Another challenge facing Marxist thinkers at this time was whether the social determinism of Marxism had eroded the radicality of Hegel’s thought. Here the central question was whether the historical determinism of dialectical thought had undermined the capacity to locate (the margins of) the meaning of difference or the radical contingency of social arrangements. Indeed, by the 1970s and 1980s, the advent of poststructuralist would mark an important departure from many of the fundamental tenets of Marxism (i.e., Jacques Derrida and Michel Foucault), including the workers’ consciousness, class division, and dialectical materialism, hence the Enlightenment ideals of reason, rationality, and dialectics. In valorizing difference and decentering the meaning of truth and the subject, therefore, poststructuralism sought to destabilize the universalist meaning of political structures. Critics have argued that this strategy works against the social empowerment of groups; that it disempowers the very oppressed groups whose difference and identity it sought to valorize.

Whether or not the politics of difference signaled the growing fragmentation of the radical left, it is important to stress the resilience of Marxist ideas. Indeed, while it could be said that the fall of the Soviet Union has diminished the prominence of Marxism, it has not undermined Marxism as a source of thinking in international politics per se. In fact, Marxism has continued to have a profound impact on the developing world with development theory and with the works of Raul Prebish, Gunthur Franck, and Fernando Cardoso. Most important, Marxism continues to play an important role in defining the underlying issues of trade, health, poverty, and debt relief in the developing world. The rise of Hugo Chávez, the socialist populist leader of Venezuela, illustrates, for the most part, the continued importance of drawing on Marxist ideas to address the effects and structural problems of global capitalism and Western imperialism. What this should suggest is that Marxism remains influential in the developing world; that its spirit, as Jacques Derrida would later state in his political writings, still pervades society.

Bibliography:

  1. Avineri, Shlomo. The Social and Political Thought of Karl Marx. Cambridge: Cambridge University Press, 1971.

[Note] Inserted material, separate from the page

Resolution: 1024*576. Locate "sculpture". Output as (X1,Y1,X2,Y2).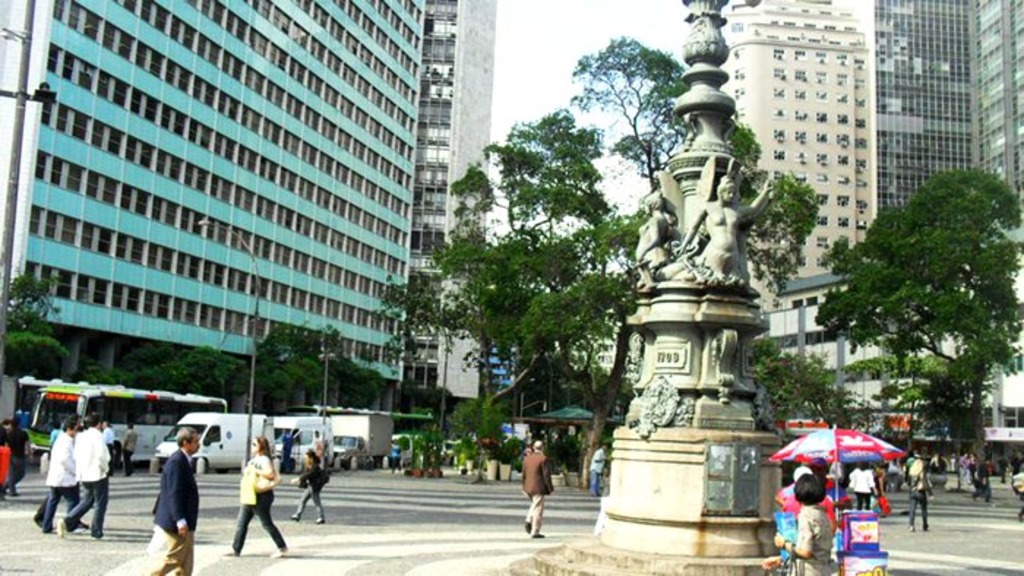
(626,64,812,465).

  2. Cohen, G. A. Karl Marx’s Theory of History: A Defence. Princeton, N.J.: Princeton University Press, 1978.
  3. Cummins, I. Marx, Engels, and National Movements. New York: St. Martin’s Press, 1980.

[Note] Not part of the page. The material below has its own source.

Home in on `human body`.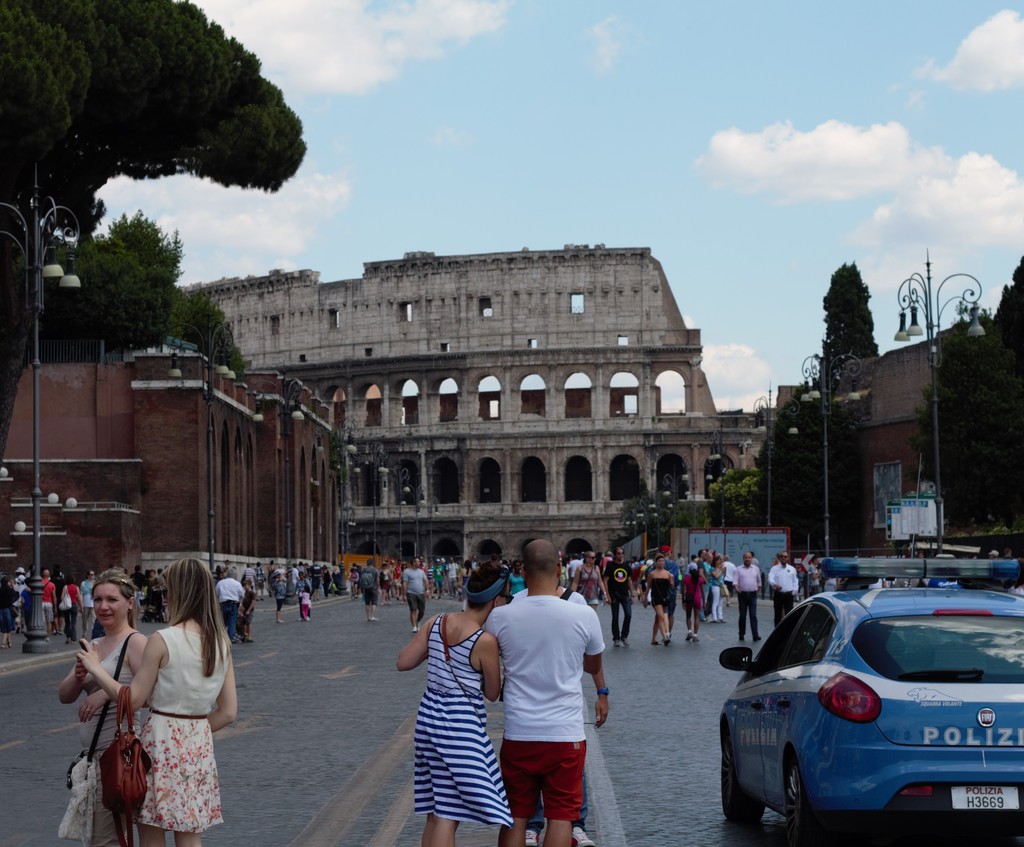
Homed in at [left=485, top=590, right=610, bottom=842].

  4. Derrida, Jacques. Specters of Marx. London: Routledge, 1995.
  5. Kolakowski, L. Main Currents of Marxism. Oxford: Oxford University Press, 1978.
  6. Lenin,V. I. Essential Works of Lenin: “What Is to Be Done?” and Other Writings. Edited by Henry M. Christman. New York: Dover, 1987.
  7. Luxemburg, R. The Russian Revolution and Leninism or Marxism. Ann Arbor: University of Michigan Press, 1961.
  8. Marx, Karl. Capital, Vol. 1. Edited by Friedrich Engels. New York: International Publishers, 1867.
  9. Nimni, E. Marxism and Nationalism: The Theoretical Origins of a Political Crisis. London: Pluto Press, 1991.
  10. Tucker, Robert C., ed. The Marx-Engels Reader. 2nd ed. New York: W.W. Norton, 1978.
  11. Wallerstein, Immanuel. The Capitalist World Economy. Cambridge: Cambridge University Press, 1979.
  12. Wiggershaus, Rolf. The Frankfurt School: Its History, Theories, and Political Significance. Translated by Michael Robertson. Cambridge, Mass.: MIT Press, 1994.